An engineer for Palm Beach County’s Water Utilities Department was suspended without pay for two weeks after he reported that a contractor hadn’t met code. Michael Gleman is suing the county over the suspension, a loss of more than $4,000, after he reported that the contractor hadn’t met code in installing electric devices at the county’s water treatment plant. He filed the lawsuit on Dec. 14, citing the state’s “Public Sector Whistleblower Act.”
According to a report from My Palm Beach Post, Gleman’s suspension notice says he made “false and misleading statements.” Gleman claims that at meeting of the county’s contract review committee, he disclosed that four supervisors had asked him to attend to recommend Cardinal Contractors be paid for $45,000 in supplemental work on a degasifier. That’s a device that removes dissolved carbon dioxide.
Gleman, the county’s project manager for the original work, says he told the committee he was urged to do so despite the fact that previous work the firm had done at the county’s Water Treatment Plant 3 didn’t meet national or county code and created a hazardous work condition. Gleman said he was suspended a month after the meeting, My Palm Beach Post reported.
A memo with Gleman’s suspension notice says the original $1.64 million degasifier project “simply expanded” installation of some electric conduits on top of a concrete slab in connection to the membrane filtration at the plant, in operation since 2004. It said the added work raised the conduits so they wouldn’t be a tripping hazard.
“No electrical code or OSHA violation has ever been issued at Water Treatment Plant #3,” the memo said.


> [Requirement]
Your task is to copy every line of the records below that contains "Renaissance".

[Data tied to figure images]
####################

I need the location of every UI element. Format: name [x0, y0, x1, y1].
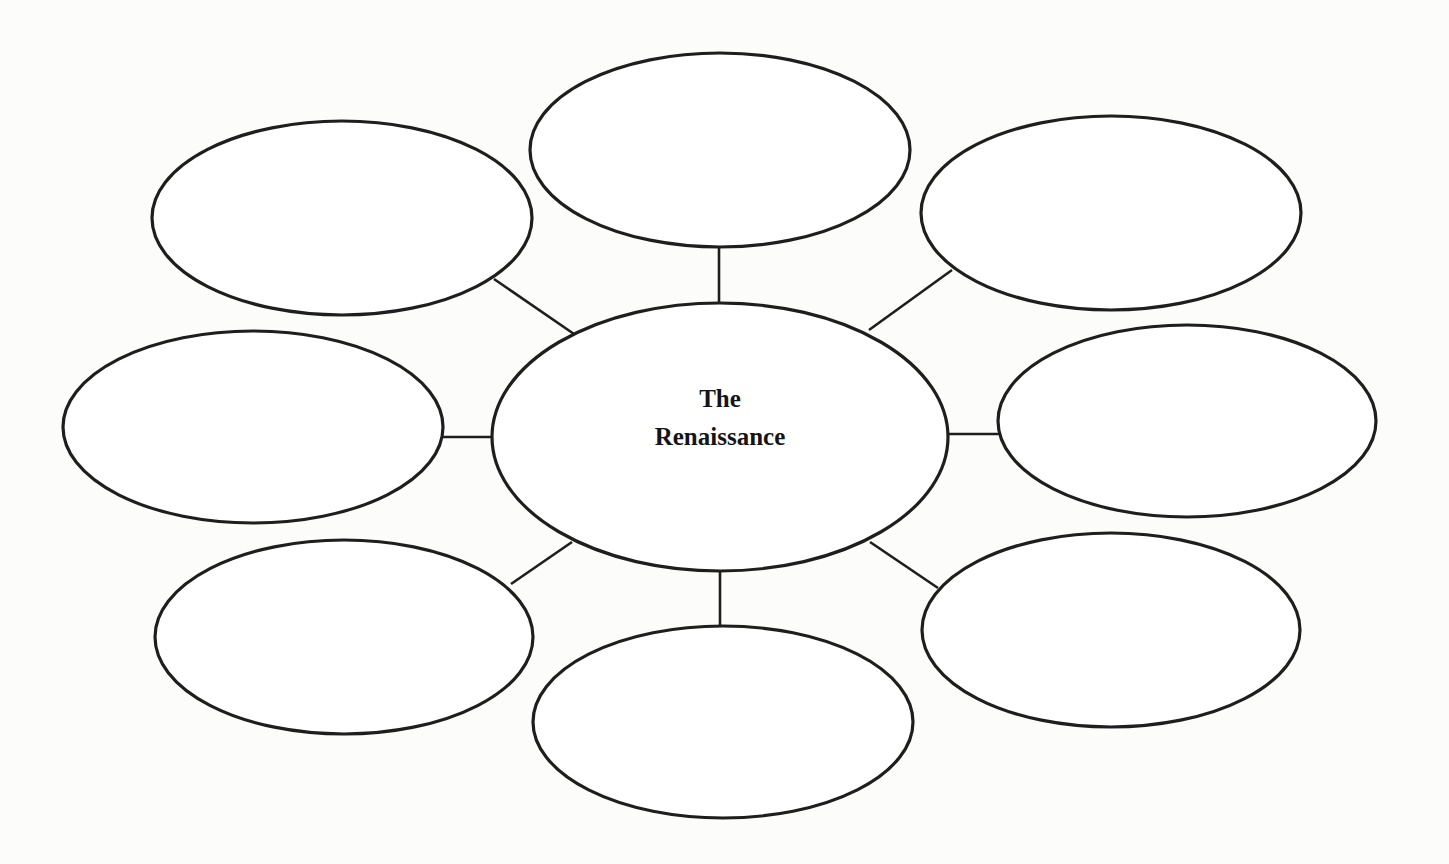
bubble-bottom-right — [922, 533, 1300, 727]
connector-bottom-right — [870, 542, 938, 588]
center-title-line2: Renaissance — [560, 418, 880, 456]
center-title: The Renaissance — [560, 380, 880, 456]
bubble-top-left — [152, 121, 532, 315]
connector-top-right — [869, 270, 952, 330]
bubble-top — [530, 53, 910, 247]
bubble-right — [998, 325, 1376, 517]
center-title-line1: The — [560, 380, 880, 418]
connector-bottom-left — [511, 542, 572, 584]
bubble-top-right — [921, 116, 1301, 310]
bubble-bottom-left — [155, 540, 533, 734]
bubble-left — [63, 331, 443, 523]
bubble-bottom — [533, 626, 913, 818]
connector-top-left — [494, 279, 574, 334]
graphic-organizer-canvas: The Renaissance — [0, 0, 1449, 864]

####################

> [Answer to this exercise]
center-title-line2: Renaissance — [560, 418, 880, 456]
center-title: The Renaissance — [560, 380, 880, 456]
graphic-organizer-canvas: The Renaissance — [0, 0, 1449, 864]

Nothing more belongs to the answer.